How much would you pay to visit a ghost town?
There’s a grocery store in Arizona that’s furnished with renovations. The owner is asking $1.1 million. A marijuana company tried to sell the California desert town of Neptune for $5 million, but ended up getting only $2.5 million from the adult circus that now owns it.
To shame those meager millions, a mysterious company nicknamed the humble Eco Hill Holdings just bought a ghost town in California for $22.5 million, SF Gate report.
The only public information about the buying entity is its name; its address in Cerritos, CA; and the ghost town of Eagle Mountain, CA that it bought.
The seller, according to media reports, is Eagle Mountain Acquisition LLC, apparently an affiliate of Kaiser Steel, the historic steel company that founded the town in 1948. Kaiser Steel is one of many companies owned and led by Henry J. Kaiser, a 20th century industrialist with shipbuilding, healthcare, automotive, aluminum, real estate and media businesses. His most notable legacy is healthcare giant Kaiser Permanente.
According to the media report, Caesars Eagle Mountain, a three-hour drive inland from Los Angeles and far less than its neighbor Joshua Tree National Park, has become a thriving steel town in just a few decades. The mine’s workforce ballooned to fewer than 1,000 people on an early-model Kaiser prepaid health-care plan.
The town opened a post office, a 350-seat recreation center and a 100-student high school during its boom years. But Kaiser Steel closed its doors in 1983, as did the Eagle Mountain mine. The prosperity of blowing iron ore from the hillsides has died down.
After the mining industry ended, a private prison called the Eagle Mountain Community Correctional Institution briefly operated in town.
While some ghost towns like Neptune have been rebranded as tourist attractions, like most things about the company, Ecology Mountain Holdings’ ambitions for this redevelopment remain largely unknown.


# Task to complete:
The answer should match the records character for character.

(Stored items)
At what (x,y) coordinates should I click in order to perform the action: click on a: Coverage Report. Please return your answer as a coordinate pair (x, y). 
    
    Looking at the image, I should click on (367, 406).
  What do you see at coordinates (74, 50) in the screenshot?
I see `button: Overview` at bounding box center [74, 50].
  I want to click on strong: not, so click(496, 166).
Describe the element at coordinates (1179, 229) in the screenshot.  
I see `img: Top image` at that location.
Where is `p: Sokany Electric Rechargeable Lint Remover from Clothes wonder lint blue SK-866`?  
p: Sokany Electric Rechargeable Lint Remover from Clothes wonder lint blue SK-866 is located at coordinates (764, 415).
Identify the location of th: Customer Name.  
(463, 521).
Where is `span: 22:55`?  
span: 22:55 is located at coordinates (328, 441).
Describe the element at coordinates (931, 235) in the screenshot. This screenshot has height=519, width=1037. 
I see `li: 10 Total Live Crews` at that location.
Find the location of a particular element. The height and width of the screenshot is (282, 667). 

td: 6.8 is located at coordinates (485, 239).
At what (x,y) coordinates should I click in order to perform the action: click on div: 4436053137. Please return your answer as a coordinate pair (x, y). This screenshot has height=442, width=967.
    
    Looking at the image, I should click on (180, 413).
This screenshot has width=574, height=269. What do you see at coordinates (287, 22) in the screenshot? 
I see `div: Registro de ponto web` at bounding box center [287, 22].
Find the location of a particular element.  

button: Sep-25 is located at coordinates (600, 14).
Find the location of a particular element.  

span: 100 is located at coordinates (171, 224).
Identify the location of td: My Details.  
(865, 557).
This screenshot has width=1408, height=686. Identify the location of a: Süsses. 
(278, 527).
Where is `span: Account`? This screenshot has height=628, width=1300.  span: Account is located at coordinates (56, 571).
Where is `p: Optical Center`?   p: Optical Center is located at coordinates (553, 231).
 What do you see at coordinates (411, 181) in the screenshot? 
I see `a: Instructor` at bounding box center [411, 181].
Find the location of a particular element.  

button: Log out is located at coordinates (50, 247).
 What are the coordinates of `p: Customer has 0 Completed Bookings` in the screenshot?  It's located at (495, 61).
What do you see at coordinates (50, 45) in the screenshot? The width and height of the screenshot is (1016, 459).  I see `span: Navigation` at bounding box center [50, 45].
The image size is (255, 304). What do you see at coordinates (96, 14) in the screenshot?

# Reply:
At what (x,y) coordinates should I click in order to perform the action: click on a: Coverage Report. Please return your answer as a coordinate pair (x, y). 
    
    Looking at the image, I should click on (367, 406).
  What do you see at coordinates (74, 50) in the screenshot?
I see `button: Overview` at bounding box center [74, 50].
  I want to click on strong: not, so click(496, 166).
Describe the element at coordinates (1179, 229) in the screenshot.  
I see `img: Top image` at that location.
Where is `p: Sokany Electric Rechargeable Lint Remover from Clothes wonder lint blue SK-866`?  
p: Sokany Electric Rechargeable Lint Remover from Clothes wonder lint blue SK-866 is located at coordinates (764, 415).
Identify the location of th: Customer Name.  
(463, 521).
Where is `span: 22:55`?  
span: 22:55 is located at coordinates (328, 441).
Describe the element at coordinates (931, 235) in the screenshot. This screenshot has height=519, width=1037. 
I see `li: 10 Total Live Crews` at that location.
Find the location of a particular element. The height and width of the screenshot is (282, 667). 

td: 6.8 is located at coordinates (485, 239).
At what (x,y) coordinates should I click in order to perform the action: click on div: 4436053137. Please return your answer as a coordinate pair (x, y). This screenshot has height=442, width=967.
    
    Looking at the image, I should click on (180, 413).
This screenshot has width=574, height=269. What do you see at coordinates (287, 22) in the screenshot? 
I see `div: Registro de ponto web` at bounding box center [287, 22].
Find the location of a particular element.  

button: Sep-25 is located at coordinates (600, 14).
Find the location of a particular element.  

span: 100 is located at coordinates (171, 224).
Identify the location of td: My Details.  
(865, 557).
This screenshot has width=1408, height=686. Identify the location of a: Süsses. 
(278, 527).
Where is `span: Account`? This screenshot has height=628, width=1300.  span: Account is located at coordinates (56, 571).
Where is `p: Optical Center`?   p: Optical Center is located at coordinates (553, 231).
 What do you see at coordinates (411, 181) in the screenshot? 
I see `a: Instructor` at bounding box center [411, 181].
Find the location of a particular element.  

button: Log out is located at coordinates (50, 247).
 What are the coordinates of `p: Customer has 0 Completed Bookings` in the screenshot?  It's located at (495, 61).
What do you see at coordinates (50, 45) in the screenshot? The width and height of the screenshot is (1016, 459).  I see `span: Navigation` at bounding box center [50, 45].
The image size is (255, 304). What do you see at coordinates (96, 14) in the screenshot?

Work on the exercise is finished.